This is a terrible situation for a growing economy to be in, and the central bank would be expected to act to correct the situation.
Already witnessing a sharp decline in inflation, India would see deflation or reduction in general price level from next month due to slackening demand, financial services firm Goldman Sachs said on Monday.
The Economic Survey has acknowledged the measures taken by the UPA government on the macro stabilisation front and the successes achieved in containing the current account deficit and reducing the fiscal deficit.
The rupee is set to breach the Rs 60-a-dollar mark again this week as the Street expects foreign institutional investors to continue pulling out of domestic markets. According to the street, this would result in government bond yields rising.
The WPI inflation stood at negative 2.4% in May 2015, compared with a negative 2.65% in April 2015.
"This year (2009-10), our WPI is low and I don't see any problem on the horizon which could destabilise us except oil prices which remain a question," said Rajya Sabha MP and former Reserve Bank Governor Bimal Jalan. On the high fiscal deficit, Jalan said he did not think stimulus packages posed a problem. On taxation, he said it would not be good for the country not to have a reasonable rate of tax on profit and dividend.
The move aimed at blunting Finance Ministry, RBI's opposition to monthly reporting.
While inflation dropped to 0.44 per cent for the week ended March 7, the BPLR of the top five Indian banks was in the range of 12.25-16.75 per cent. In the corresponding period last year, inflation was estimated at 7.78 per cent, while lending rates were in the range of 12.25-12.75 per cent. Real interest rate is the difference between WPI-based inflation and the prevailing benchmark prime lending rate.
Global banking major, HSBC has retained its India GDP growth forecast of 6.2 per cent in FY10 but hiked the outlook for next fiscal by 0.5 per cent to 8.5 per cent given the economic recovery.
The finance ministry and Reserve Bank of India have reservations on the computation of inflation data on a monthly basis, a senior government official said on Thursday. Finance Minister P Chidambaram will have to meet the Reserve Bank to reach a consensus on the committee's suggestions to have a new series of WPI on a monthly basis, he said on the sidelines of a function to release the results of the Fifth Economic Census.
While third quarter results do not reflect it, the sector's reluctance to cut interest rates points towards either high NPAs or wrong strategies.
Rising prices of food items and industrial goods are likely to push inflation to eight per cent in the next six months, much above the RBI's projection of 5 per cent, global financial services firm Nomura has said.
While the finance minister is in favour of sacrificing some growth to curb inflation, the problem lies in inflation being more a supply-side than a demand-led problem.
The 30-share Sensex ended down 66 points at 28,438 and the Nifty ended down 15 points at 8,633.
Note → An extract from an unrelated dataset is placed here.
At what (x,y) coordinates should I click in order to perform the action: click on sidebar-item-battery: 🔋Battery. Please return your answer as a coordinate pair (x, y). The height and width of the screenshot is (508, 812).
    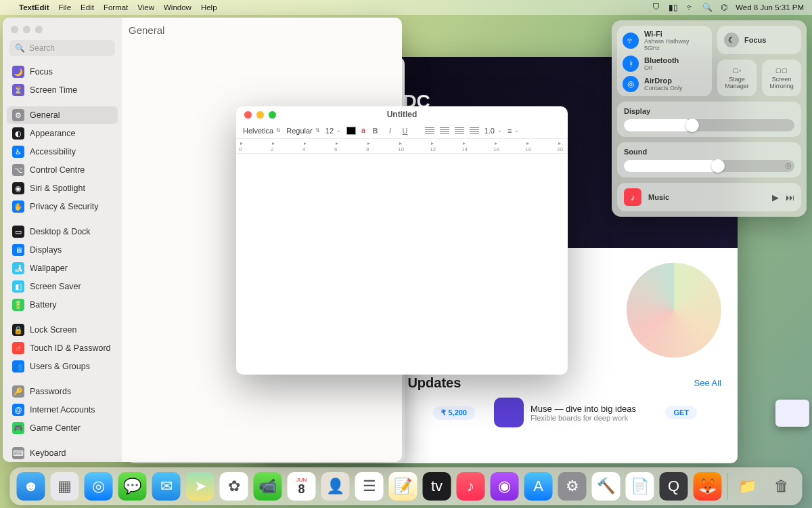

Inflation is far too important a problem to have to rely on an inadequate and, ultimately, unreliable database for solutions.
Food prices saw a sharp rise of 3.12 per cent in March compared to 2.69 per cent in the previous month
The S&P BSE Sensex dropped 1 points to end at 26,396 and the Nifty50 slipped 2 points to end at 8,109.
The agriculture sector has witnessed feeble growth on account of drought for two successive years
Food inflation in April stood at 6.08 per cent, while the overall WPI inflation fell to a three-year low of 4.89 per cent.
Finance Minister Chidambaram said rising prices of primary food articles was worrying him. High food prices the world over and a supply-demand mismatch were behind the high prices, he said, adding this was beyond the influence of the monetary policy.
The Reserve Bank of India may soon be given the job of both collecting and processing inflation data.
BSE Auto was the top sectoral loser with a 4.6% fall followed by realty sector down 3.7% and consumer durables 3.6% post disappointing IIP numbers
Earning woes drag markets lower; TCS, HUL lead fall.
What differentiates Rajan from his predecessors is his proactive steps in anticipating a problem and coming up with out-of-the-box solutions
The recent softening of inflation is purely a base effect at play.
Zero inflation will pave way for rate cuts in the next RBI policy.
It is the six per cent target RBI is more concerned about.
It may begin that way with, say, supply shortages in farm products due to adverse weather, but if monetary policy is eased to accomodate this, the effects become permanent.
In December, the index fell a provisional 0.73 per cent.
Fifty per cent of bank restructured assets were in infrastructure, steel, power and telecom sectors.
In December 2014, it was (-)0.50 per cent.
The report further noted that inflation is expected to fall to 4.5 per cent by quarter ended March 2017.
RBI recently cut repo by 0.25 percentage point, taking the rate to 7.25 per cent in three reductions since January.
Credit as a proportion of GDP is low in India by international standards.
A host of factors including the reform measures taken by the government and decline in global oil and commodity prices have led to lower inflation, the Finance Ministry said on Wednesday.
The rupee and a BMW both move fast. So will a rise in the rupee make the BMW move even faster?
There is considerable evidence to suggest that the Indian inflation problem is a has-been problem, a problem that has ceased to be.
Inflation fell for the second consecutive week to 7.02 per cent for the week ended December 4, mainly due to cheaper primary and fuel products.
In spite of Governor Raghuram Rajan's repeated concerns about inflation, many think there may still be a loosening of stance.
"The poor will not suffer disproportionately due to bouts of sharp inflation, and the middle class will not see its savings eroded," Raghuram Rajan said.